Which makes me realize: when you have as much land as we do in Humboldt County -- even my small backyard is larger than most New York apartments -- you tend to forget about plants as luxury goods. If I had room for only one flower pot, I'd put something amazing in it. Maybe an orchid. Maybe a fuchsia coleus and a purple Thai basil. Something mind-blowing and improbable. But with an entire yard to fill, that fabulousness gets watered down. You choose workhorses, like an evergreen shrub or an ornamental grass, that might not take your breath away but that fill a space and do a job. You pick something that blooms in the fall and put it next to something that blooms in the spring and neither one of them are incredibly striking, but together they put on their own modest little show across a couple of seasons. You put something affordable in your flower pots, like pansies or -- well, I'm nodding off just thinking about it.
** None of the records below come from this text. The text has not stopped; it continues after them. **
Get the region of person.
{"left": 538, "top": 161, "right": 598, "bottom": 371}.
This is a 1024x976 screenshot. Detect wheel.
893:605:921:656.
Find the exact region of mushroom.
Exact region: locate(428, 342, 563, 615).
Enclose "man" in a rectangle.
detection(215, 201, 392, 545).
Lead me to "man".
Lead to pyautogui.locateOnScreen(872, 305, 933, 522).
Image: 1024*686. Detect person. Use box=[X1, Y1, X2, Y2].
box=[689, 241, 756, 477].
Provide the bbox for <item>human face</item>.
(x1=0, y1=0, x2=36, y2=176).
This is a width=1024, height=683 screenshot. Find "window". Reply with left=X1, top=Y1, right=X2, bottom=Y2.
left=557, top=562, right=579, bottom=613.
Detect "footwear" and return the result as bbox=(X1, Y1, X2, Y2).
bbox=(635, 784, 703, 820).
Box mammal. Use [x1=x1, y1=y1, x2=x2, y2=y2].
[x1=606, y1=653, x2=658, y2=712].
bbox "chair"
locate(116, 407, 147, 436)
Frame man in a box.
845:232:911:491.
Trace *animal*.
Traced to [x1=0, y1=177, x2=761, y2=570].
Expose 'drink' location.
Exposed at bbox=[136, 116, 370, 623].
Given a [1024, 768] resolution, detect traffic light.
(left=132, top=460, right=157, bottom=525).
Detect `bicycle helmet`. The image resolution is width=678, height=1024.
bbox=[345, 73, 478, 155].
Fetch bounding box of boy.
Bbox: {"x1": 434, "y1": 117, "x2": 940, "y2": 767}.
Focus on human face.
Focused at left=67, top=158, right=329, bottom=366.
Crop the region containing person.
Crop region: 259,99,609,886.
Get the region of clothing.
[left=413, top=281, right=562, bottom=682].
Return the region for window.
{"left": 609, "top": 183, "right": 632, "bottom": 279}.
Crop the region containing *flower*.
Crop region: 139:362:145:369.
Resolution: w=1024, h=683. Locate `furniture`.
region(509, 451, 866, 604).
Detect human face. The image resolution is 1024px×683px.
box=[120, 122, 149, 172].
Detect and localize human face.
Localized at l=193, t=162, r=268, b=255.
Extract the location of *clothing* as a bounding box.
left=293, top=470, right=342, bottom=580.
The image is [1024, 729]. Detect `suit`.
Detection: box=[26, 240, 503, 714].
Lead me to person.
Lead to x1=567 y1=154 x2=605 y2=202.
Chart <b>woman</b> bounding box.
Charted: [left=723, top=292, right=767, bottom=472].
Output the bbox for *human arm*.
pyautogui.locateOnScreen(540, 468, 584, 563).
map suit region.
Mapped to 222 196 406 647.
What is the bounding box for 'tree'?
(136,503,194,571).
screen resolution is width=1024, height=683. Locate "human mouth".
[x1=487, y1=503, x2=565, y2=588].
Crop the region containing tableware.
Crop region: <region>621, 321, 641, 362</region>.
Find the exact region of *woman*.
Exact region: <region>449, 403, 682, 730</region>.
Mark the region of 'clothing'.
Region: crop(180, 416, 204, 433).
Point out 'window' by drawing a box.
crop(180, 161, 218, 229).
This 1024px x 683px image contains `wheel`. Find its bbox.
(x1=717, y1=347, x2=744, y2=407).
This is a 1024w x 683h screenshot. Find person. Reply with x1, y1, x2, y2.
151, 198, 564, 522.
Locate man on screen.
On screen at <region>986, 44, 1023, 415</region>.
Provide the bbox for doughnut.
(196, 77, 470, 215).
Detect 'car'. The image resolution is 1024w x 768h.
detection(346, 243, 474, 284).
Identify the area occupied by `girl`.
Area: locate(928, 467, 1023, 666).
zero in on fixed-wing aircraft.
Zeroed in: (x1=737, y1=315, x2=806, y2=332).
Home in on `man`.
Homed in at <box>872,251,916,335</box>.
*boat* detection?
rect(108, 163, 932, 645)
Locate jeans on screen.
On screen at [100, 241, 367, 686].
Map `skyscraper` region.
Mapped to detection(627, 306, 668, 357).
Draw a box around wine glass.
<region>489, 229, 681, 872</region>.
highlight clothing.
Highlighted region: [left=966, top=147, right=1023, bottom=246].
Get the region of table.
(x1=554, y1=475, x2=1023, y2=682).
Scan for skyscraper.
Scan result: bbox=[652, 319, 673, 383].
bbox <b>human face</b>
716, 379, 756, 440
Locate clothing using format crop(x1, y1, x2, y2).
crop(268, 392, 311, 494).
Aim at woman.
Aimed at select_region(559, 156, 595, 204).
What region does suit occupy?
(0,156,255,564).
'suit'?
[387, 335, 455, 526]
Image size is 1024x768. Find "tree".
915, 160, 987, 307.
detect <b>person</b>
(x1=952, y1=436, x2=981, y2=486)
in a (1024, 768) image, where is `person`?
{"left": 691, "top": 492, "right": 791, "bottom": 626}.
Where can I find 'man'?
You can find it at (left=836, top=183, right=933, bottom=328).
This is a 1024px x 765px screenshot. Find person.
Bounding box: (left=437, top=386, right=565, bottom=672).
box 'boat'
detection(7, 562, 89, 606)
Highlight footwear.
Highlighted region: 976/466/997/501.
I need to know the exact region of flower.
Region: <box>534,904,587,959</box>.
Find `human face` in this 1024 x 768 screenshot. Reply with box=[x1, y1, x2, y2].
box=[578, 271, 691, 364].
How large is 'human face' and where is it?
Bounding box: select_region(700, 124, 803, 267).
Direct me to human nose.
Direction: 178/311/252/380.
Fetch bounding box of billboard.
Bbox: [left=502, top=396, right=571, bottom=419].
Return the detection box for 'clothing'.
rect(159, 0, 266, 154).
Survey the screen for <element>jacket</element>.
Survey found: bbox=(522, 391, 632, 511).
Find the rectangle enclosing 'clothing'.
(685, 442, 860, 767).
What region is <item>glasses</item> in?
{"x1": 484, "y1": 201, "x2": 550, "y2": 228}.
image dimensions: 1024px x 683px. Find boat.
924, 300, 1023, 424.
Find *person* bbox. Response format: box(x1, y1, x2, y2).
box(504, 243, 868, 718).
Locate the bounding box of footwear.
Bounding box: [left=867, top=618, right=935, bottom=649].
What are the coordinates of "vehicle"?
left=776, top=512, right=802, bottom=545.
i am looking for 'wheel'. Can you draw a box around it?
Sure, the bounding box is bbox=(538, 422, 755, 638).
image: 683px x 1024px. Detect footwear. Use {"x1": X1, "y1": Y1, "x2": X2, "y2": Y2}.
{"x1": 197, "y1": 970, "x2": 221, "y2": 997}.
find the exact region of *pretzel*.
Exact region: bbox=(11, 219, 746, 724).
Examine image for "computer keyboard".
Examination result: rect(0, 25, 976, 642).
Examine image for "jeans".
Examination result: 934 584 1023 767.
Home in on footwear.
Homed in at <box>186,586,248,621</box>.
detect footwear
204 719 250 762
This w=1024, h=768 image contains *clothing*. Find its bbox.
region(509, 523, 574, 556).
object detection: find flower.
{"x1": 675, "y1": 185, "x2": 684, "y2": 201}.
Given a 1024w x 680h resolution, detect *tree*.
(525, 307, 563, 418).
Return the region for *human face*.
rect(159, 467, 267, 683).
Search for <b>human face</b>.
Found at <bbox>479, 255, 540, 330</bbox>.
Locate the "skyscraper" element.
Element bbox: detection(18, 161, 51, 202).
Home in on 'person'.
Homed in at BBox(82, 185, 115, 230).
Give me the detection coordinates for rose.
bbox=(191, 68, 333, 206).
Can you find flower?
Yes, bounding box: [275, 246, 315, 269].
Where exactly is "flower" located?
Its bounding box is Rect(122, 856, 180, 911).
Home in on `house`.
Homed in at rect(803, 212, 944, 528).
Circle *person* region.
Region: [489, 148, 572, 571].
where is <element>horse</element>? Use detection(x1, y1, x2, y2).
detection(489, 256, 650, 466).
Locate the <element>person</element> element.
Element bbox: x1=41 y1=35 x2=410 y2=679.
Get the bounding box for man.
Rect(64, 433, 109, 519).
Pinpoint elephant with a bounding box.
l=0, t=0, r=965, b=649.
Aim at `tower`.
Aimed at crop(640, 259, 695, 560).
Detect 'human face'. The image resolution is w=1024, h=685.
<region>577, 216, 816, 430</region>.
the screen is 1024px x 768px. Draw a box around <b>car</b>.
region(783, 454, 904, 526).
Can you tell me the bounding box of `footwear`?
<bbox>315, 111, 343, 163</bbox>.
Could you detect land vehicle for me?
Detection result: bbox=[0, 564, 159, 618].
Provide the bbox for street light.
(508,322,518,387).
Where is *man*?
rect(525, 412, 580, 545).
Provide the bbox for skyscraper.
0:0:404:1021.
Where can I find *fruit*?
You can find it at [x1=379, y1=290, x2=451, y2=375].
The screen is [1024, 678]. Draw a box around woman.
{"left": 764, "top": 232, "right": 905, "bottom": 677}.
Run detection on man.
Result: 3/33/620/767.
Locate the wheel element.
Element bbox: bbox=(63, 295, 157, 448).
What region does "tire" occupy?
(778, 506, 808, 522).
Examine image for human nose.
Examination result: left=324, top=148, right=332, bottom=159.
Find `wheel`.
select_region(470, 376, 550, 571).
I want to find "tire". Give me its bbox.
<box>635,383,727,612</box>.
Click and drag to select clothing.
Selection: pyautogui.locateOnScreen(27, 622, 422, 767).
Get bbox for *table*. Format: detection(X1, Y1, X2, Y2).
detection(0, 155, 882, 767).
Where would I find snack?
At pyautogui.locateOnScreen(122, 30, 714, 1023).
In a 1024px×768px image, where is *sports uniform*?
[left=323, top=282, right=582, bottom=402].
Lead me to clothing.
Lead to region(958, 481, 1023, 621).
The point is that for most of us non-New Yorkers, it's more about functionality and practicality and long-term investments and year-round something-or-other. Already, after only a day in the city, I'm losing my grip on the mundane reality of maintaining a landscape all year long.

So here's the message from Manhattan, as I channel my inner Carrie Bradshaw: Go plant something ridiculous. The horticultural equivalent of the feather boa. The Mr. Big of the plant world. A fragrant plumeria, perhaps, or a kaffir lime, the zest of which you will use to flavor your Madagascar rums. They will be high-maintenance and extravagant and might break your heart more than once. But darling, you're worth it. Cheers.